His still watery eyes lit up with delight.
"That's how you are! Just like Winnie The Pooh!"
I burst out laughing in surprise and confusion. I didn't even know what he meant! "Am I being promoted from one of the Seven Dwarfs to Winnie The Pooh?"
Gio lost his smile and became cautious. "Did I offend you... with that? I'm sorry. I didn't mean it maliciously. I really like your big ears."
I chuckled again. His attempts at repair were only digging the hole deeper. "Okay, they're not that big, they just stick out a little."
Gioele smiled again, shifting his gaze from one ear to the other. He rested the umbrella handle on his shoulder, holding it in a precarious balance. Then he raised his hands to my face and cupped my cheeks.
He's not about to kiss you.
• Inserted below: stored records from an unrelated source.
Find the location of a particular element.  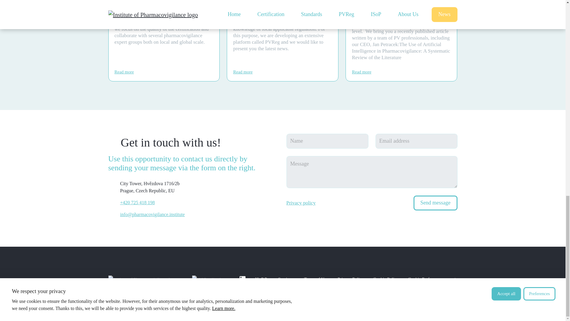

Cookie Policy is located at coordinates (385, 279).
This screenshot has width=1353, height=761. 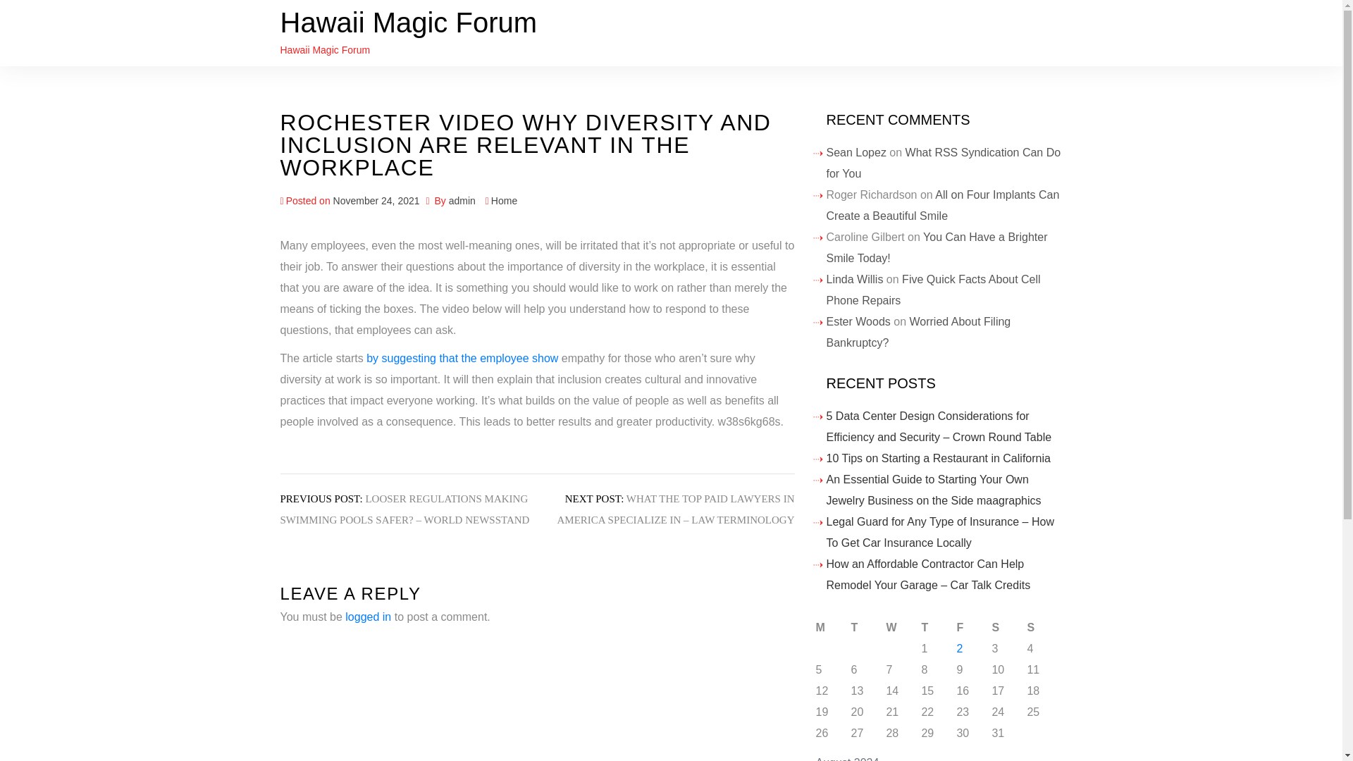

Calm down.
Gioele's hands slid a little further forward, touching the shells of my ears.
"You're handsome."
That caught me so off guard that I immediately lost the ability to string words together sensibly. "Uh, y-yeah? You too... I mean..."
The door of the bar opened. Manuel seemed ready to say something to us, but when he saw us, he just blinked. "Oh, sorry." And went back inside.
Gioele lowered his hands and took the umbrella handle again.
"Uh..." Should I tell him what Manuel might have thought? Maybe rumors would start circulating about us now. They probably had been since we showed up on the first day, with Gioele holding my pinky.
"I don't think I'll go in, Nico. The smell of that place makes me want to vomit. But you go ahead if you want. I'll see you later, in the room."
He didn't wait for me to respond. He turned his back to me and walked away.
He stuck his arm out from under the umbrella's cover, letting the drops fall onto his palm.